Haifa First City to Ban Some Vehicles From City Center

YERUSHALAYIM
View of the oil refineries of Haifa and the industrial area. (Chen Leopold/Flash90)

The Knesset Economics Committee has authorized a rule change that will allow municipalities to ban vehicles that exceed new pollution standards from the city center, with the Haifa municipality set to be the first in the country to do so.

Vehicles will have to match or beat the Euro-4 emissions standard, or face fines of NIS 500 or 1,000 ($142-$284). Yerushalayim and Tel Aviv will soon be joining Haifa, the Committee said.

The ban will be implemented in several stages, first applying to vehicles that weight more than 3.5 tons- mostly buses, vans, and light and heavy trucks that operate on diesel, to be expanded to all diesel vehicles afterwards. Signs will be posted on streets where the vehicles are banned. Violators driving commercial vehicles will be fined NIS 1,000, while passenger vehicle drivers will be fined NIS 500. Most vehicles sold in the past ten years match the Euro-4 standard, but the Committee will soon publish a list of specific vehicles and model years that do and do not match the standards.

Committee chairman MK Eitan Cabel said that the government had sought blanket power to allow any municipality to implement the ban, but that he and the committee objected. With that, he said that the committee would deal with requests from specific cities each on their own basis. In response to a question by committee members, MK Cabel said that the Yerushalayim and Tel Aviv municipalities had already requested a discussion on implementing bans in those cities. Shmuel Shafet, a Yerushalayim municipality official, said at the meeting that the city hoped to implement the ban within two months.

Opposing the idea was Shuky Sadeh, chairman of an umbrella group representing bus and transport companies. According to Sadeh, passing laws that will ban buses and minivans from city centers “will have serious consequences for traffic in cities.”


_Exercise objective_
Tally the lines in the records underneath that contain the string "name", and state the figure by itself.

_Input for this task_
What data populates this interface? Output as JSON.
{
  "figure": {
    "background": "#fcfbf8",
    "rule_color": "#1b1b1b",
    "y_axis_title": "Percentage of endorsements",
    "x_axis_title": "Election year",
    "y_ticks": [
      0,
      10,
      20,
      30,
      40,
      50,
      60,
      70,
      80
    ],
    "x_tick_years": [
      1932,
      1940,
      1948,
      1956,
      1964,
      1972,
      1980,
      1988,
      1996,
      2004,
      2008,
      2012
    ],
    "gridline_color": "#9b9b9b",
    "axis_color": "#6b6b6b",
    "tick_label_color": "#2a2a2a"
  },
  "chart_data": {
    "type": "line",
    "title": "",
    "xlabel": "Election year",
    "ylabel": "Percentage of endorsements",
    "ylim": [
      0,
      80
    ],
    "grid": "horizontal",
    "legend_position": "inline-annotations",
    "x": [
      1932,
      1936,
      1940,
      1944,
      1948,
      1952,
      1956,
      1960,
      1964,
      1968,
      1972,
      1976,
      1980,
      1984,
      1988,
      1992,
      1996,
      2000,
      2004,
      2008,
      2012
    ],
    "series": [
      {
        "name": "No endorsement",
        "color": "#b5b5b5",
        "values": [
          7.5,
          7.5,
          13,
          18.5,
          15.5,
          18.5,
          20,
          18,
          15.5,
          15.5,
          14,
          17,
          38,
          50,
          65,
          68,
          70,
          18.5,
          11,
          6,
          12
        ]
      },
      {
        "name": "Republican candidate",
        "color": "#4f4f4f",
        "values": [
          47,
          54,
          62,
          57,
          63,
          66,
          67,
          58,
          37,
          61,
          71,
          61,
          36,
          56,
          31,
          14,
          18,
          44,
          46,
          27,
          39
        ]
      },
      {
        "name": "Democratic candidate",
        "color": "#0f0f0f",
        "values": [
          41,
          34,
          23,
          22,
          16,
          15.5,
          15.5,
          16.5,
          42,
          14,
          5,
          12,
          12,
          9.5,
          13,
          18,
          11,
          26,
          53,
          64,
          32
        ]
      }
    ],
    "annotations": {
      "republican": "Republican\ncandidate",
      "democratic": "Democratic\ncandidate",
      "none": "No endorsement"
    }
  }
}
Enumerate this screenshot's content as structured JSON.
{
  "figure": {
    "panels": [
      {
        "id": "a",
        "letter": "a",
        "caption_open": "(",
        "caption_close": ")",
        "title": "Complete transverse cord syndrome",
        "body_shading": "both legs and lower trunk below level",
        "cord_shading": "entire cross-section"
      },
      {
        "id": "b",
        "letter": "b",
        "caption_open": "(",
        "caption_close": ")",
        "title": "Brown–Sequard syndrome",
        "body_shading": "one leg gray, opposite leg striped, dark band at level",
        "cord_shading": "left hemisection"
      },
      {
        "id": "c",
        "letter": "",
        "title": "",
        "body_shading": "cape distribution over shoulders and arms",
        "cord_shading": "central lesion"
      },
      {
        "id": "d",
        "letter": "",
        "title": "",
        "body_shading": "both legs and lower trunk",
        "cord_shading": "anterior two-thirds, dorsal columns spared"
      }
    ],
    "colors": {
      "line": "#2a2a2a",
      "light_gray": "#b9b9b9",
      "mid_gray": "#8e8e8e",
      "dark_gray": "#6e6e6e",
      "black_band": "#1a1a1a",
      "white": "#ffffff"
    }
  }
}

_Solution to this problem_
3